FastFacts
Arizona Daily Wildcat
Friday, January 13, 2006
Things you've always never wanted to know
- The giant squid continues to grow as long as it lives. Some specimens reach a length of 50 feet from the tip of the tentacles to the end of the tail.
- The tallest bird of all time was the moa, a flightless inhabitant of New Zealand that became extinct 400 years ago. It grew to be 11 feet tall. Its drumstick was a yard long.
- To help raise funds for the starving poor of Berlin, Albert Einstein in 1930 sold his autograph for $3 per signature and signed photographs for $5 each.
- To get at every ounce of gold the earth might yield, miners have dug as deep as 2.5 miles.
- During the "blackout" of July 13 to 14, 1977, when electric power to New York failed during the early evening and was not restored until the next afternoon, a record 80 million telephone calls were made. On an average business day, 36 million calls are made in the city.
- A brick wall and a plate-glass window are made from the same principal ingredient: sand.
- The first man ever to set foot on the continent of Antarctica was an American sealer, John Davis. He arrived there on Feb. 7, 1821, but the fact was not known till 1955, when the log of his ship was discovered and studied.
- According to scholars, Shakespeare's last two plays, "Henry VIII" and "Two Noble Kinsmen," were written in collaboration with John Fletcher, another English dramatist of the period.
- The first person on record to denounce slavery as an evil was Euripides. He wrote in his play "Hecuba," "That thing of evil, by its nature evil,/Forcing submission from a man to what/No man should yield to."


Each record below should be reproduced as it is written, with pictures left out entirely.

▶ Web page and app entries:
########

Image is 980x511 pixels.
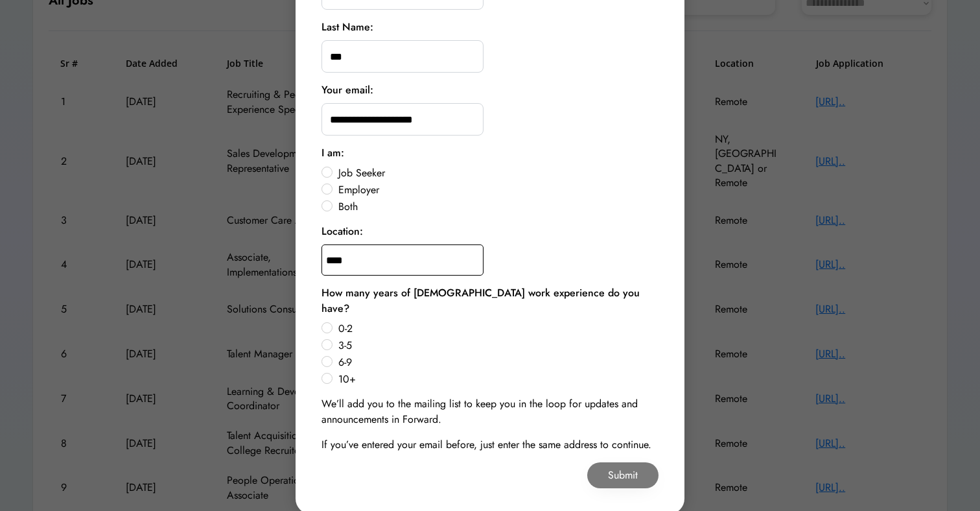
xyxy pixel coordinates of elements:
label: 10+ [334,374,658,384]
div: If you’ve entered your email before, just enter the same address to continue. [322,437,651,452]
div: Last Name: [322,19,373,35]
button: Submit [588,462,658,488]
div: I am: [322,145,344,161]
label: 0-2 [334,323,658,334]
label: 6-9 [334,357,658,368]
label: Both [334,201,658,211]
label: Job Seeker [334,168,658,178]
label: Employer [334,184,658,195]
div: How many years of [DEMOGRAPHIC_DATA] work experience do you have? [322,285,658,316]
div: We’ll add you to the mailing list to keep you in the loop for updates and announcements in Forward. [322,396,658,427]
div: Your email: [322,83,373,98]
div: Location: [322,223,363,239]
label: 3-5 [334,340,658,350]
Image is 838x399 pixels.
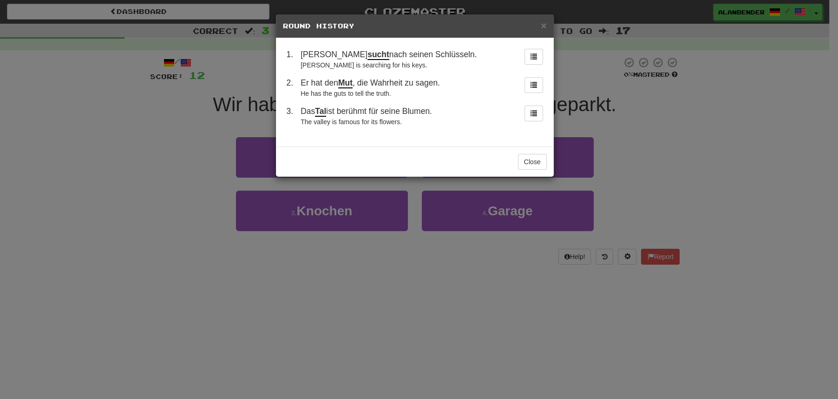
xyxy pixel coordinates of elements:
[283,21,547,31] h5: Round History
[301,60,513,70] div: [PERSON_NAME] is searching for his keys.
[338,78,353,88] u: Mut
[541,20,547,31] span: ×
[283,102,297,130] td: 3 .
[301,89,513,98] div: He has the guts to tell the truth.
[301,78,440,88] span: Er hat den , die Wahrheit zu sagen.
[315,106,326,117] u: Tal
[283,45,297,73] td: 1 .
[301,50,477,60] span: [PERSON_NAME] nach seinen Schlüsseln.
[518,154,547,170] button: Close
[368,50,389,60] u: sucht
[541,20,547,30] button: Close
[283,73,297,102] td: 2 .
[301,106,432,117] span: Das ist berühmt für seine Blumen.
[301,117,513,126] div: The valley is famous for its flowers.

########

▶ Task answer:
Image is 980x511 pixels.
xyxy pixel coordinates of elements:
label: 10+ [334,374,658,384]
div: If you’ve entered your email before, just enter the same address to continue. [322,437,651,452]
div: Last Name: [322,19,373,35]
button: Submit [588,462,658,488]
div: I am: [322,145,344,161]
label: 0-2 [334,323,658,334]
label: 6-9 [334,357,658,368]
label: Both [334,201,658,211]
label: Job Seeker [334,168,658,178]
label: Employer [334,184,658,195]
div: How many years of [DEMOGRAPHIC_DATA] work experience do you have? [322,285,658,316]
div: We’ll add you to the mailing list to keep you in the loop for updates and announcements in Forward. [322,396,658,427]
div: Your email: [322,83,373,98]
div: Location: [322,223,363,239]
label: 3-5 [334,340,658,350]
Image is 838x399 pixels.
xyxy pixel coordinates of elements:
[283,21,547,31] h5: Round History
[301,60,513,70] div: [PERSON_NAME] is searching for his keys.
[338,78,353,88] u: Mut
[541,20,547,31] span: ×
[283,102,297,130] td: 3 .
[301,89,513,98] div: He has the guts to tell the truth.
[301,78,440,88] span: Er hat den , die Wahrheit zu sagen.
[315,106,326,117] u: Tal
[283,45,297,73] td: 1 .
[301,50,477,60] span: [PERSON_NAME] nach seinen Schlüsseln.
[518,154,547,170] button: Close
[368,50,389,60] u: sucht
[541,20,547,30] button: Close
[283,73,297,102] td: 2 .
[301,106,432,117] span: Das ist berühmt für seine Blumen.
[301,117,513,126] div: The valley is famous for its flowers.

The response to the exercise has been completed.